Routes carry an effect class. GET, HEAD, and OPTIONS default to ReadOnly; everything else defaults to Mutating. The runner is reads-only by default – a Mutating route never fires unless you pass --include-writes – and --target live runs only ReadOnly routes, so you can point it at production for a sanity sweep with no risk of a write. A write route is probed with a real request body, supplied as smoke.Body(contentType, body) or smoke.Form(values).
The interesting finding came from trying to cover all of them. Most writes should not be black-box probed against a shared, concurrently-hit test fixture, and the reasons are specific. A destructive route – delete, purge, remove – consumes the very fixture that the read probes depend on, and because the runner is concurrent, it races them. A create route hits unique constraints on the second run, or accumulates rows. An upload route wants multipart bodies. An endpoint that calls an LLM is slow, nondeterministic, and costs money per probe.
So the right target was never “probe all writes.” It’s “probe the idempotent ones, skip the rest with a reason.” A handful of authenticated edits – re-saving a profile with its own current values, editing a fixture-owned record – prove the full authenticated write path end to end: cookie, same-origin header, form body, a real database write, a redirect. The destructive and create-shaped and upload-shaped routes are marked skipped, each with a categorized reason that lives in the manifest. That’s not unfinished work; it’s the boundary of what idempotent black-box probing can honestly assert, written down.

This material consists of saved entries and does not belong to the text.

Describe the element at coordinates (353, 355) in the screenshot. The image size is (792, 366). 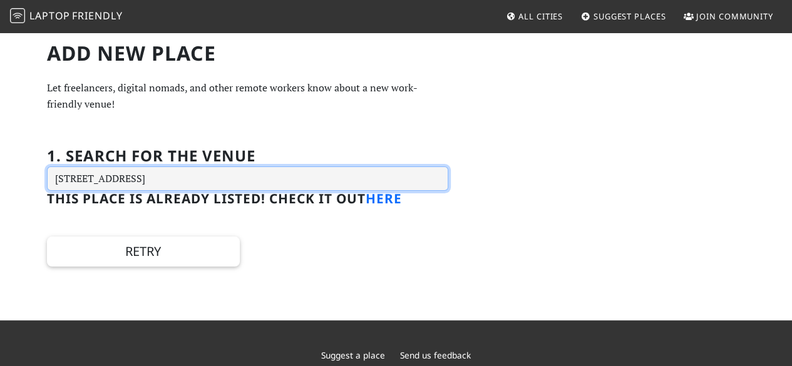
I see `a: Suggest a place` at that location.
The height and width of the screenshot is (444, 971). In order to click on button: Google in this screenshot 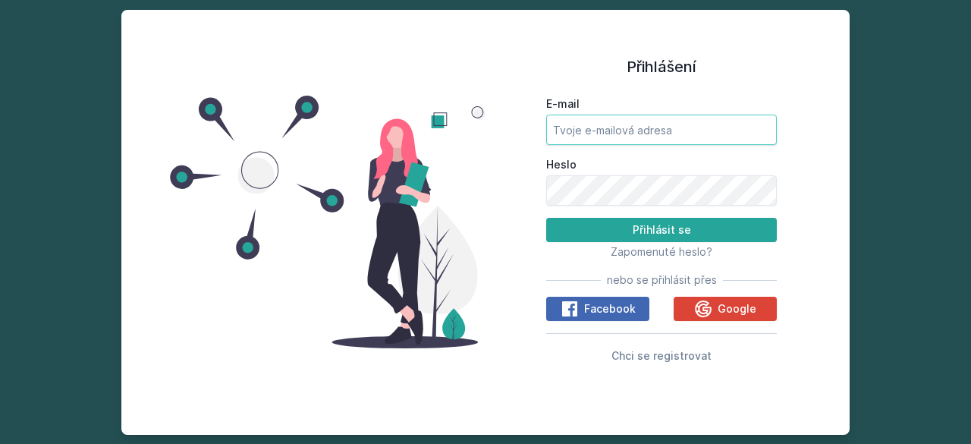, I will do `click(725, 309)`.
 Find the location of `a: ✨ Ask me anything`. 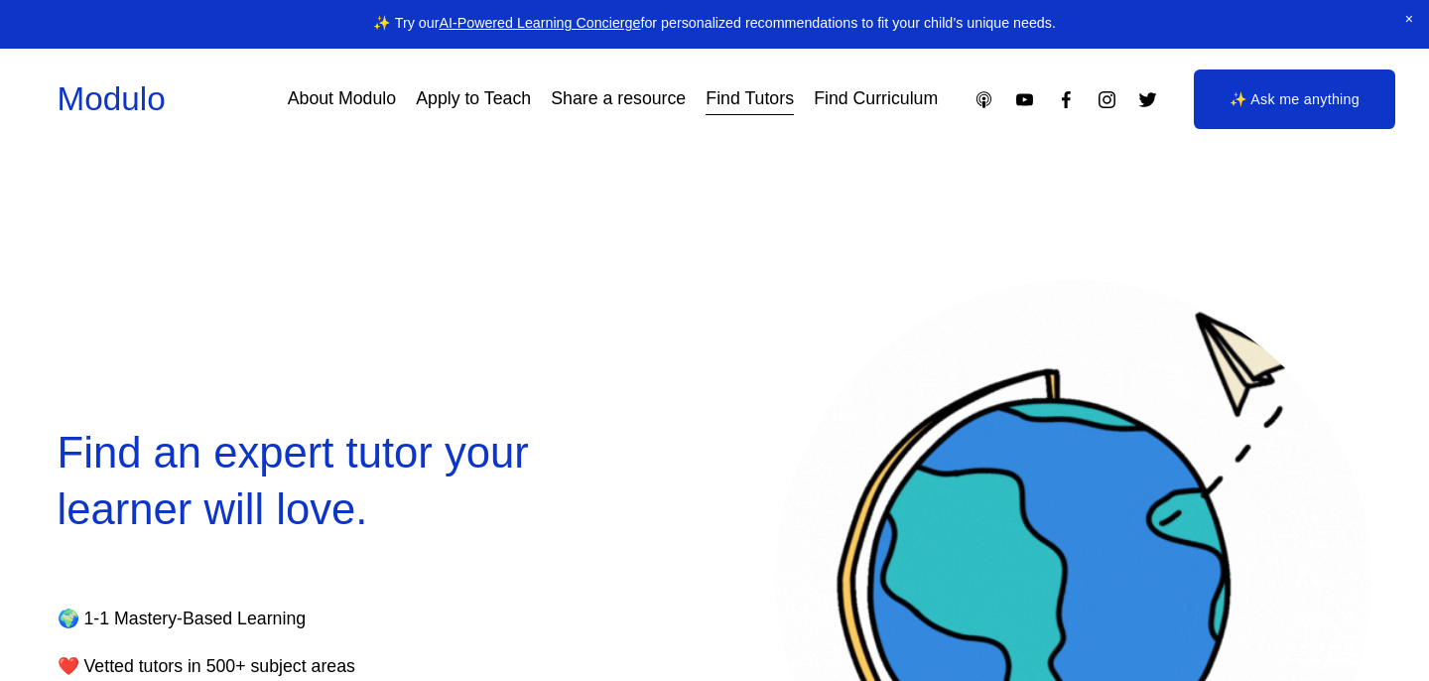

a: ✨ Ask me anything is located at coordinates (1294, 99).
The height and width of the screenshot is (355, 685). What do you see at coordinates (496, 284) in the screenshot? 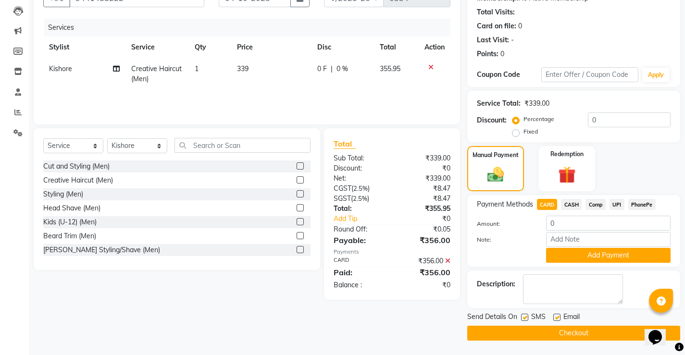
I see `div: Description:` at bounding box center [496, 284].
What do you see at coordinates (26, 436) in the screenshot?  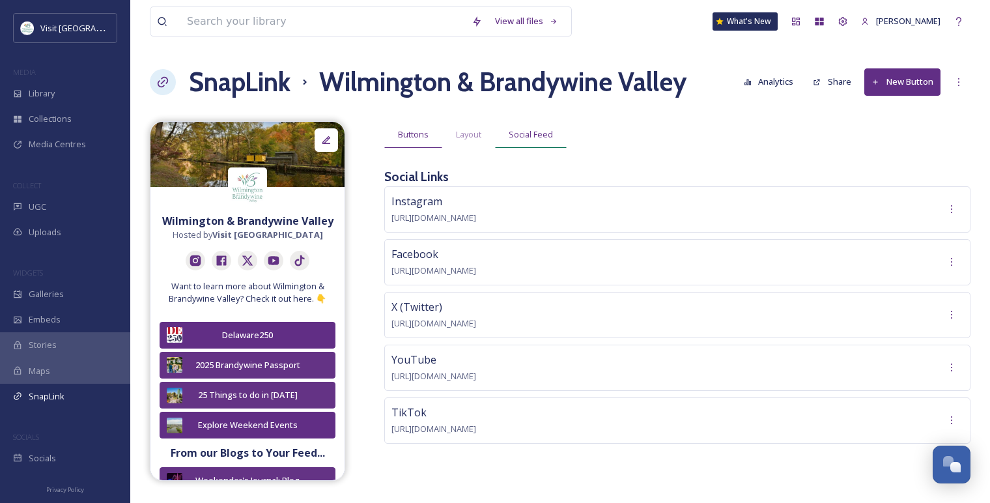 I see `span: SOCIALS` at bounding box center [26, 436].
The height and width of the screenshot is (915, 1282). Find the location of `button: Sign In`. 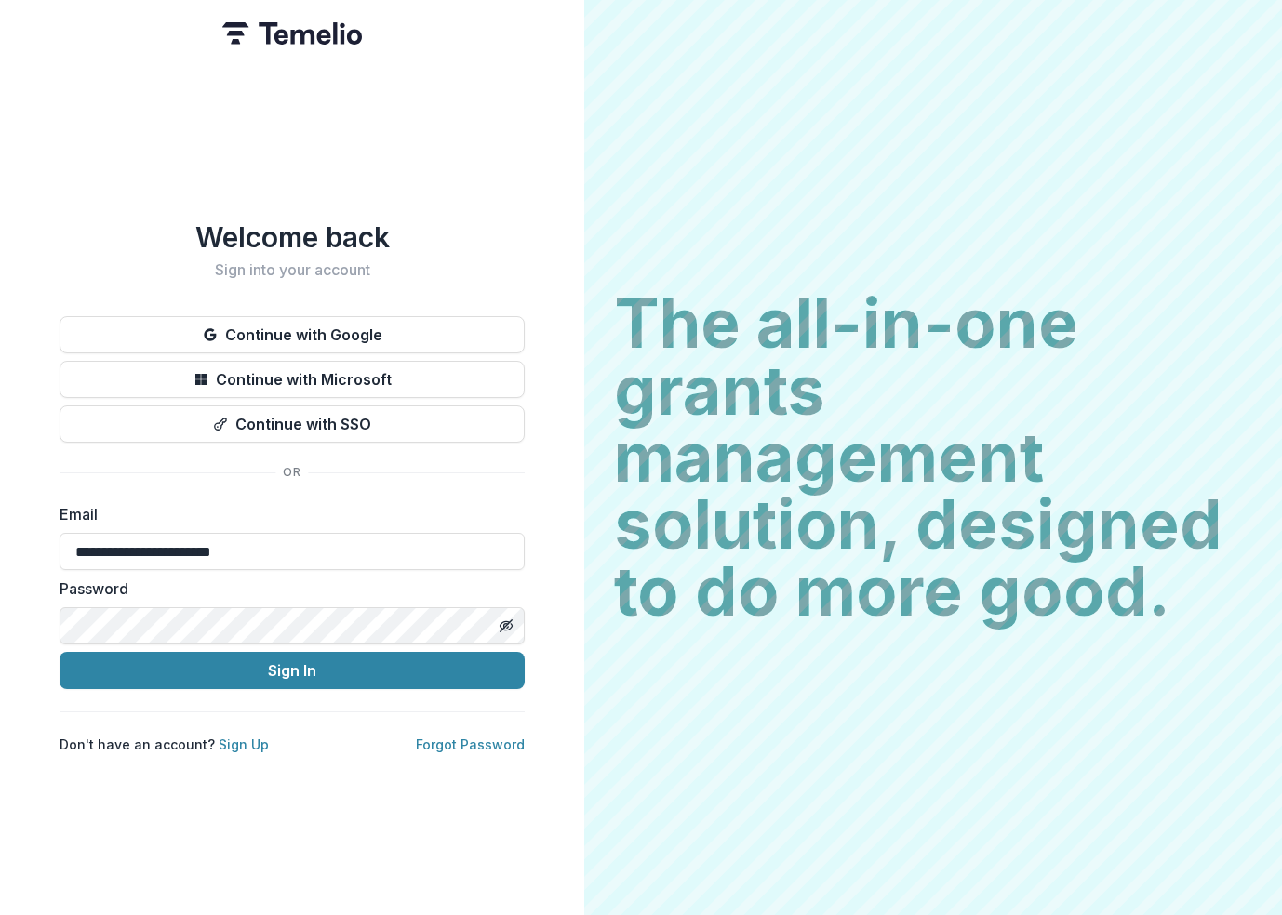

button: Sign In is located at coordinates (292, 671).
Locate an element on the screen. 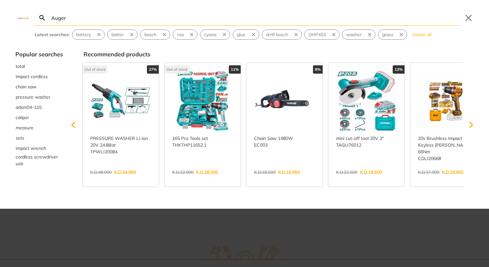 The width and height of the screenshot is (489, 267). button: Select suggestion: glue is located at coordinates (241, 35).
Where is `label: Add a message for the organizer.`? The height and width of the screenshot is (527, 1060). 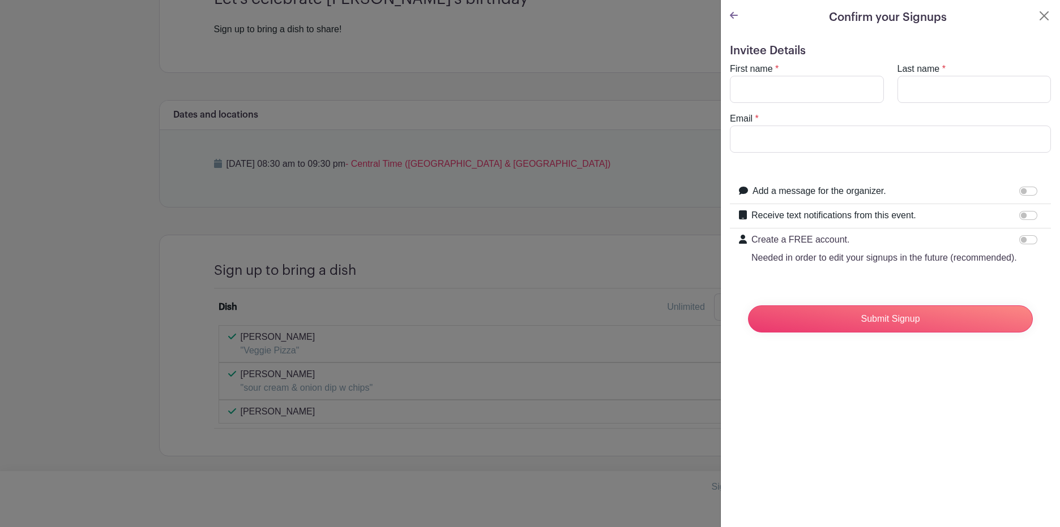 label: Add a message for the organizer. is located at coordinates (819, 191).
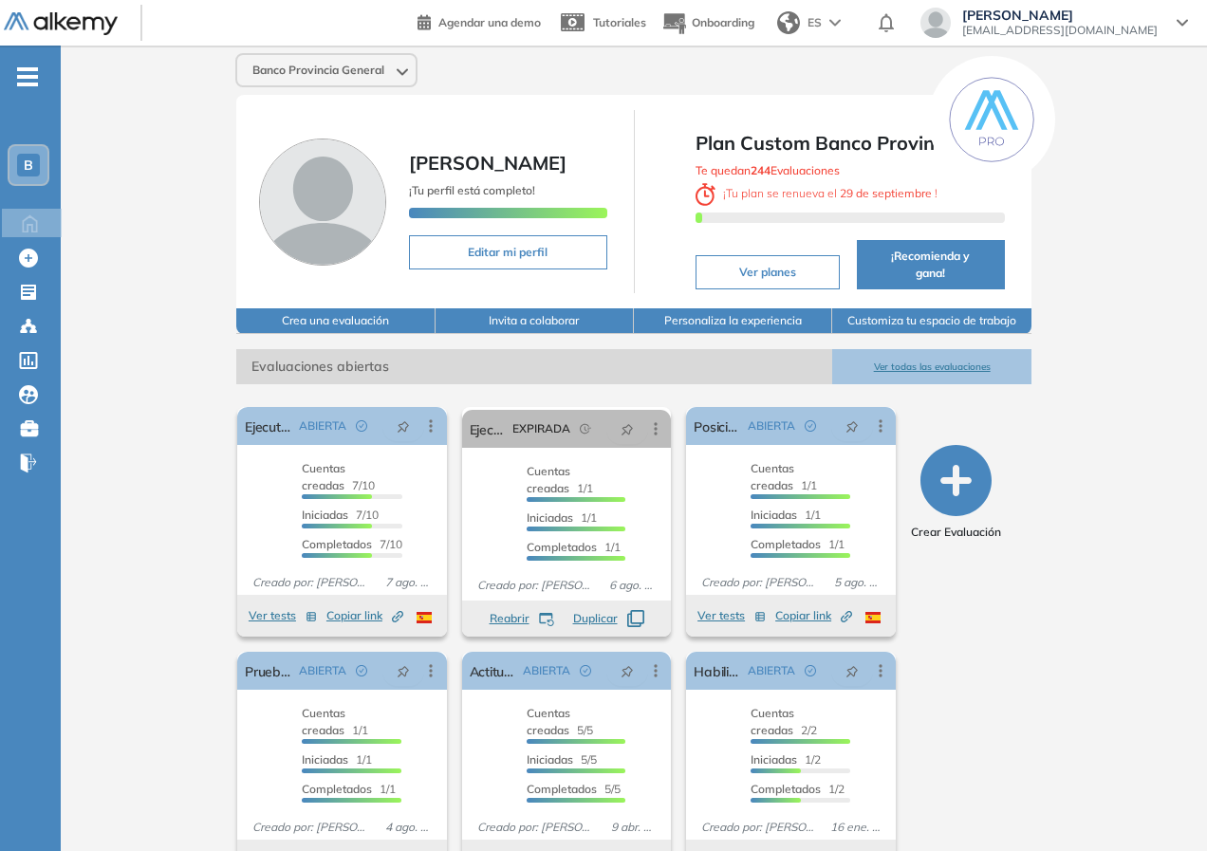  What do you see at coordinates (931, 265) in the screenshot?
I see `button: ¡Recomienda y gana!` at bounding box center [931, 265].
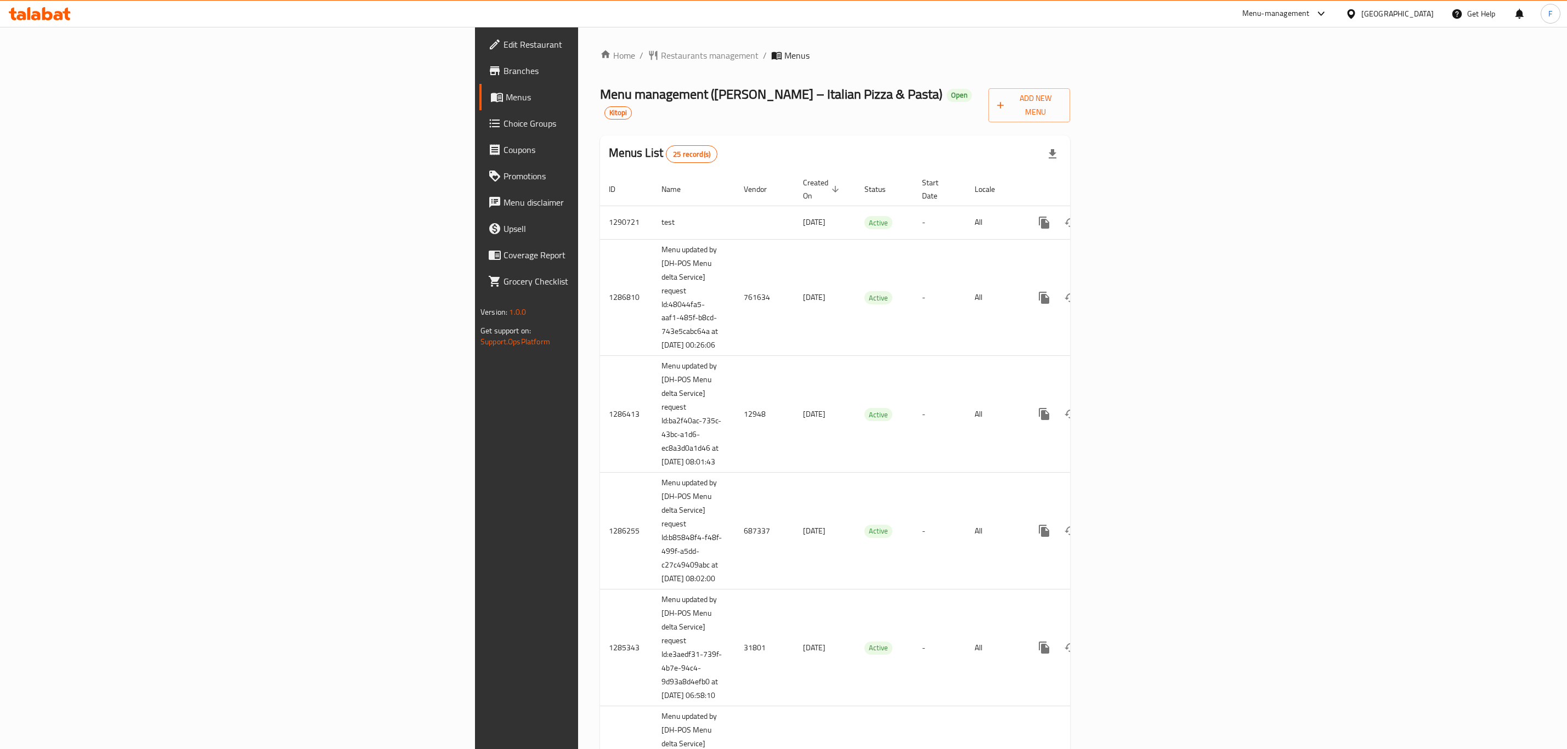 The image size is (1567, 749). Describe the element at coordinates (765, 414) in the screenshot. I see `td: 12948` at that location.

This is also where the default expectation got corrected by reality. My first instinct was to pass anything that wasn’t a 5xx, on the theory that a 4xx means the handler ran. That hides too much: a 404 on a route you deliberately probe means either the route is dead or your example is wrong and you’re testing nothing; a 401 on a route you expected to be public is a real regression. The default is 2xx/3xx, and the non-success cases are made explicit instead – Status(403) for an admin route that should reject, AuthRequired for one that needs a session, Skip for one that isn’t a GET target. Only a 5xx is a failure nobody has to think about. Everything else, you say what you mean.
Pure Go, no dependencies
The module’s go.mod has no require block. It’s the standard library and nothing else.
That’s a deliberate constraint, not an accident of a small codebase. A test tool that pulls in a transitive dependency graph is a test tool that can break your build on a go mod tidy, fail govulncheck on someone else’s CVE, or drag a supply-chain incident into the one part of your repo that exists to increase confidence. Zero dependencies means the thing you added to catch regressions can’t itself become one. It also means it vendors cleanly and runs as a Go tool directive
– go tool smolder – so a consuming repo invokes the CLI straight from its vendored copy with no separate install and no network at build time.
A route smoke tester is a small thing. It should weigh nothing.
What it doesn’t do
It is not a contract tester. It does not check response bodies against a schema, only status by default; richer per-route body assertions are a natural extension I haven’t needed yet. It does not test authenticated behavior deeply – it confirms a write succeeds, not that it wrote the right thing. It will not catch a handler that returns 200 with wrong content. And against a shared fixture it deliberately leaves most writes uncovered, by the reasoning above.
What it does is small and specific: it stands between green unit tests and a 502 in production, and it makes the router enforce that the gap stays closed. A handler can be perfect and still be wired wrong. The only thing that catches wired-wrong is hitting the wired thing, and the only thing that keeps you hitting all of it is a gate the act of adding a route can’t slip past.
The code is on GitHub . It’s under a thousand lines of standard-library Go. That’s the right size for a tool that does exactly one thing.